Every LOKA.HAUS garment is designed around what it's actually made of — and how it's actually made.
The hardware
Each piece of brass hardware starts as a digital model, printed in PETG on our Bambu X1C in the Austin studio. The master gets sanded to 1000 grit, sealed with epoxy, and used to cast a silicone mold. We mix Smooth-Cast 325 resin with real brass powder at the bench, pour it by hand, and demold in ten minutes. What comes out gets wiped with mineral spirits, burnished with 0000 steel wool, and finished with a light shoe-polish patina that brings up the warmth in the brass.
Every clasp, every ring, every cord end on a LOKA.HAUS garment was made that way. Not sourced.
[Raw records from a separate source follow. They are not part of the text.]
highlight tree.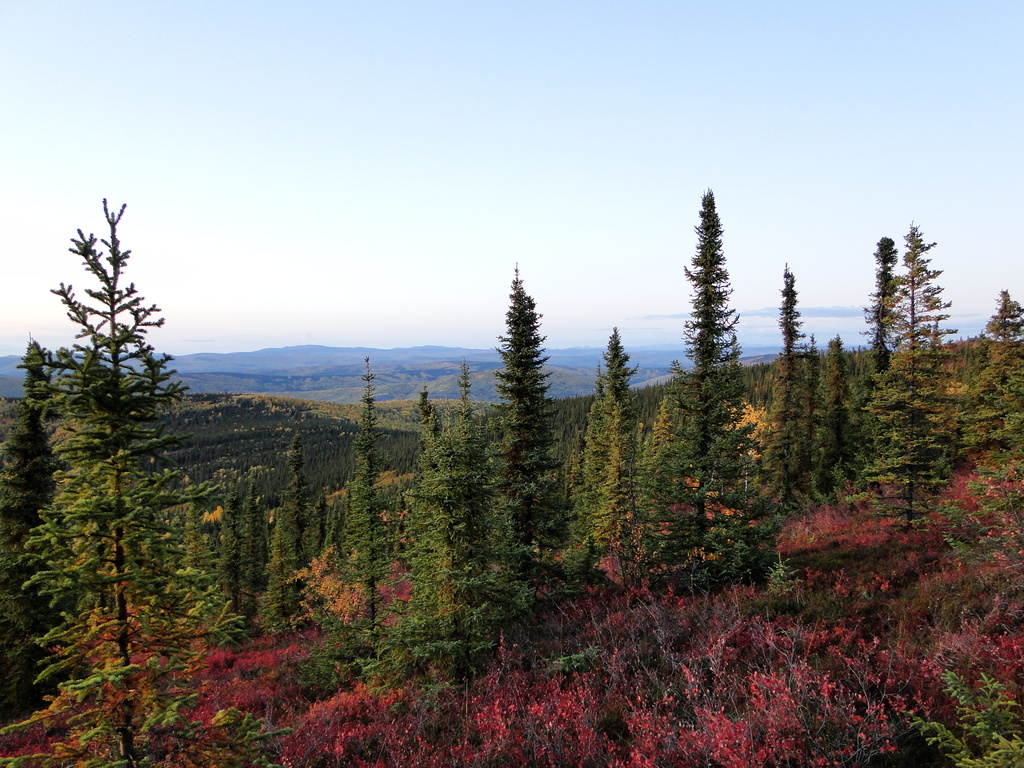
Highlighted region: [862, 224, 966, 523].
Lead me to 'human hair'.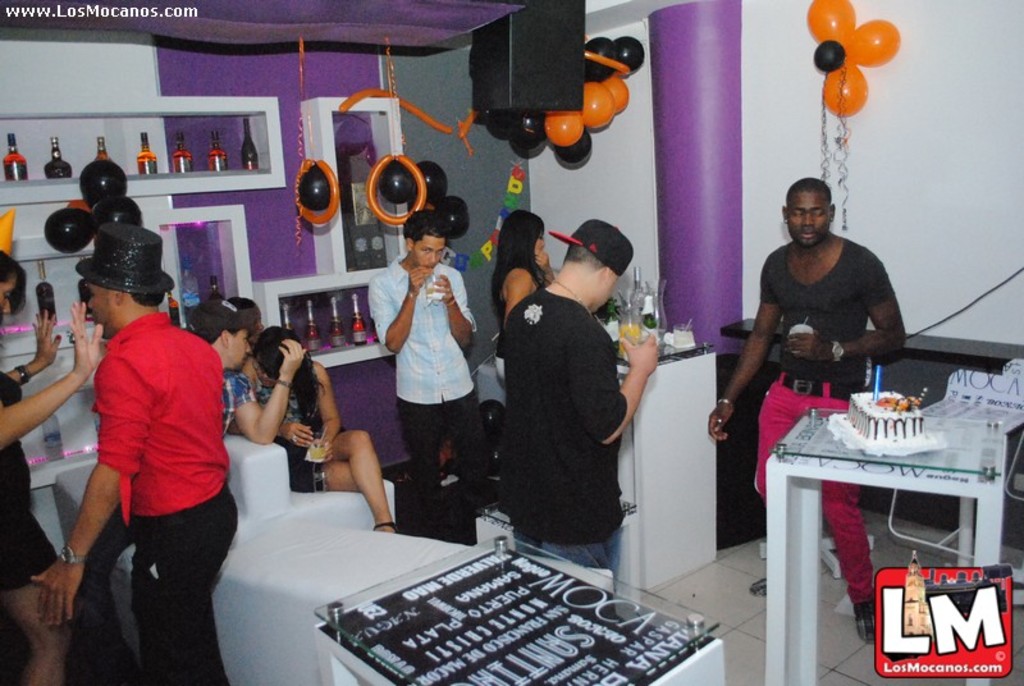
Lead to region(0, 250, 28, 317).
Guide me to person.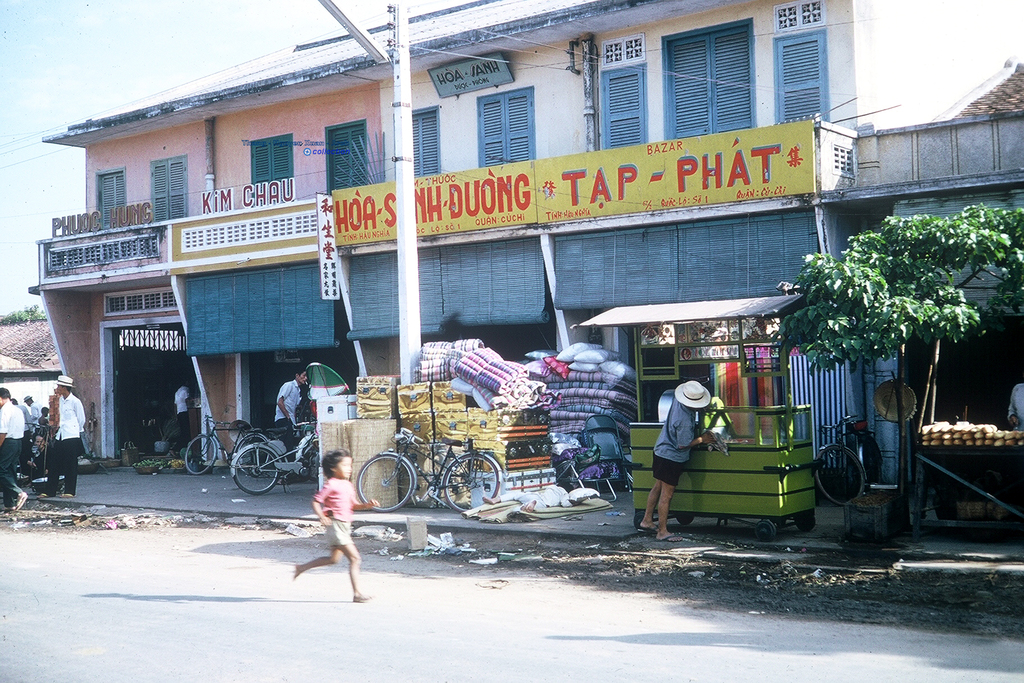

Made.
The cords
Closures on our silk pieces are braided in-studio using the kumihimo method — a Japanese technique that produces dense, structural cord with a weight and finish no machine-made trim comes close to. We work with rayon satin and silk cord, weighted on hand-printed bobbins, braided on a foam disk or rigid frame depending on the pattern. The end is whipped with thread and capped with a cold-cast brass end piece.
The materials
We source deadstock fabric before we design. The material comes first — not the other way around. Deadstock is end-of-run or cancelled-order yardage from mills and manufacturers: it already exists, no new resources spent on producing it, and when the run is gone, the run is gone. Our silk is charmeuse — a satin-weave that catches light and moves with the body. Our structured pieces use ponte and technical jersey built for shape retention.
Small batch. Limited by material. Made with intention.